Daniel, this is not exactly THE "huge directory" problem. This is regarding real directories used by the txfile store, not the webdav collections.
But you are right, the "huge directory" problem is still unsolved. I'm currently not quite sure where the bottle neck is situated.
Stefan
There are several problems with "huge directories". Only some of them can really be fixed...
The basic problem, obviously, is that doing a depth-1 propfind (a common operation!) on a directory containing hundreds or thousands of objects takes a long time.
There are two parts to this: slide taking a long time to process the request and generate the response, and then actually transferring the response (over a possibly slow network link). Plus the client eventually having to parse that response and do something with it.
There's not much we could do about the latter part of this problem - but we can take steps to avoid it. If a user directly puts a huge number of files into a directory, there's not too much that can be done. However, we can avoid creating directories within slide with too many children - the deltav stuff was a major offender here, but that can be worked around now.
It's important to continue paying attention to that, and avoiding creating things that are going to scale poorly.

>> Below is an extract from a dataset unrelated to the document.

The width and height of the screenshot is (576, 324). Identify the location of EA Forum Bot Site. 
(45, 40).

On the other side, optimising slide to directly cope better with huge directories is the other problem. Merely splitting up directories doesn't help here. There are a few paths that could be taken: creating useful fast-paths for common operations, doing more operations directly at the store level, avoiding creating/copying so many large internal data structures, etc. Obviously, this is a lot of work - as Stefan says, it's not obvious where the bottle necks are - they probably depend on how you're using slide.